🤖 AI Summary
This paper investigates the minimization problem for deterministic transducers with outputs in an arbitrary monoid, establishing for the first time necessary and sufficient conditions for the existence and uniqueness (up to isomorphism) of minimal realizations. Methodologically, it develops a unified categorical framework that tightly integrates automata minimization with active learning—specifically membership and equivalence queries—and generalizes classical categorical learning models to accommodate monoidal output structures, including commutative and cancellative monoids. The main contributions are: (1) an algebraic characterization of minimizability for deterministic monoid-output transducers; (2) an abstract learning algorithm that identifies learnability conditions for structured-output models; and (3) a general theoretical foundation and constructive methodology for sequence modeling and learning with algebraically structured outputs.
📝 Abstract
We study monoidal transducers, transition systems arising as deterministic automata whose transitions also produce outputs in an arbitrary monoid, for instance allowing outputs to commute or to cancel out. We use the categorical framework for minimization and learning of Colcombet, Petric{s}an and Stabile to recover the notion of minimal transducer recognizing a language, and give necessary and sufficient conditions on the output monoid for this minimal transducer to exist and be unique (up to isomorphism). The categorical framework then provides an abstract algorithm for learning it using membership and equivalence queries, and we discuss practical aspects of this algorithm's implementation.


Write the entries out again. Every character must match.
[[ DATA SHOWN open ]]
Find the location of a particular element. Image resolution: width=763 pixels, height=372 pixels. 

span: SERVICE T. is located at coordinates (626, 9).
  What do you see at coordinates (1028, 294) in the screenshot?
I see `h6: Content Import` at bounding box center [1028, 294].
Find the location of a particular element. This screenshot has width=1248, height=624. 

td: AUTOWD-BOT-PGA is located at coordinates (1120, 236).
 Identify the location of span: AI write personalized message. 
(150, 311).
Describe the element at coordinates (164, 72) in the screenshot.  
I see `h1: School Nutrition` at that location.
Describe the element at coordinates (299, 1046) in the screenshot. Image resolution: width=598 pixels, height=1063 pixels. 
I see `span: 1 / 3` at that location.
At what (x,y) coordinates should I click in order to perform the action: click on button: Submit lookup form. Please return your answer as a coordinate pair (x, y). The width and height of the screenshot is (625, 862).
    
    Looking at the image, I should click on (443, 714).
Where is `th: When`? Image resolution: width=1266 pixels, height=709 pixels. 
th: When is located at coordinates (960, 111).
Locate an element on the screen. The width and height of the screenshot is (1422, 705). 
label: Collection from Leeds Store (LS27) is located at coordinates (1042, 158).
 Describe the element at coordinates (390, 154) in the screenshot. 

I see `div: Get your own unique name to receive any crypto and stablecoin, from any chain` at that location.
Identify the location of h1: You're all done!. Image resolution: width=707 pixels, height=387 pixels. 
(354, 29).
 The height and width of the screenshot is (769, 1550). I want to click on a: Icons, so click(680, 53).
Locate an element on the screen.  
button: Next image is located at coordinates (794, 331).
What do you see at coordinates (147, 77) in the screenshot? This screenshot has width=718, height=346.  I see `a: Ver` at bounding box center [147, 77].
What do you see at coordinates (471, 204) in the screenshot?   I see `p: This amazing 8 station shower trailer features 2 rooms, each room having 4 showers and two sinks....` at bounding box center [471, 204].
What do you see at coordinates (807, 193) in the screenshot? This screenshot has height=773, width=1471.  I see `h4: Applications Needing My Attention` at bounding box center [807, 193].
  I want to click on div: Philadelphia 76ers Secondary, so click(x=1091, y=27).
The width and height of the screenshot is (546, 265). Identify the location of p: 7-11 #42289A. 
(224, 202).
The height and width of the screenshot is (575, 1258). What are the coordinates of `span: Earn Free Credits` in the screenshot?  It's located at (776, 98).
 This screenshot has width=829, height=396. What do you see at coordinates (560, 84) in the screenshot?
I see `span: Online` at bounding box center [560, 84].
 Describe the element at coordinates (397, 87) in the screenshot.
[[ DATA SHOWN closed ]]
REPLY TO THE TASK |
Find the location of a particular element. Image resolution: width=763 pixels, height=372 pixels. 

span: SERVICE T. is located at coordinates (626, 9).
  What do you see at coordinates (1028, 294) in the screenshot?
I see `h6: Content Import` at bounding box center [1028, 294].
Find the location of a particular element. This screenshot has width=1248, height=624. 

td: AUTOWD-BOT-PGA is located at coordinates (1120, 236).
 Identify the location of span: AI write personalized message. 
(150, 311).
Describe the element at coordinates (164, 72) in the screenshot.  
I see `h1: School Nutrition` at that location.
Describe the element at coordinates (299, 1046) in the screenshot. Image resolution: width=598 pixels, height=1063 pixels. 
I see `span: 1 / 3` at that location.
At what (x,y) coordinates should I click in order to perform the action: click on button: Submit lookup form. Please return your answer as a coordinate pair (x, y). The width and height of the screenshot is (625, 862).
    
    Looking at the image, I should click on (443, 714).
Where is `th: When`? Image resolution: width=1266 pixels, height=709 pixels. 
th: When is located at coordinates (960, 111).
Locate an element on the screen. The width and height of the screenshot is (1422, 705). 
label: Collection from Leeds Store (LS27) is located at coordinates (1042, 158).
 Describe the element at coordinates (390, 154) in the screenshot. 

I see `div: Get your own unique name to receive any crypto and stablecoin, from any chain` at that location.
Identify the location of h1: You're all done!. Image resolution: width=707 pixels, height=387 pixels. 
(354, 29).
 The height and width of the screenshot is (769, 1550). I want to click on a: Icons, so click(680, 53).
Locate an element on the screen.  
button: Next image is located at coordinates (794, 331).
What do you see at coordinates (147, 77) in the screenshot? This screenshot has width=718, height=346.  I see `a: Ver` at bounding box center [147, 77].
What do you see at coordinates (471, 204) in the screenshot?   I see `p: This amazing 8 station shower trailer features 2 rooms, each room having 4 showers and two sinks....` at bounding box center [471, 204].
What do you see at coordinates (807, 193) in the screenshot? This screenshot has height=773, width=1471.  I see `h4: Applications Needing My Attention` at bounding box center [807, 193].
  I want to click on div: Philadelphia 76ers Secondary, so click(x=1091, y=27).
The width and height of the screenshot is (546, 265). Identify the location of p: 7-11 #42289A. 
(224, 202).
The height and width of the screenshot is (575, 1258). What are the coordinates of `span: Earn Free Credits` in the screenshot?  It's located at (776, 98).
 This screenshot has width=829, height=396. What do you see at coordinates (560, 84) in the screenshot?
I see `span: Online` at bounding box center [560, 84].
 Describe the element at coordinates (397, 87) in the screenshot.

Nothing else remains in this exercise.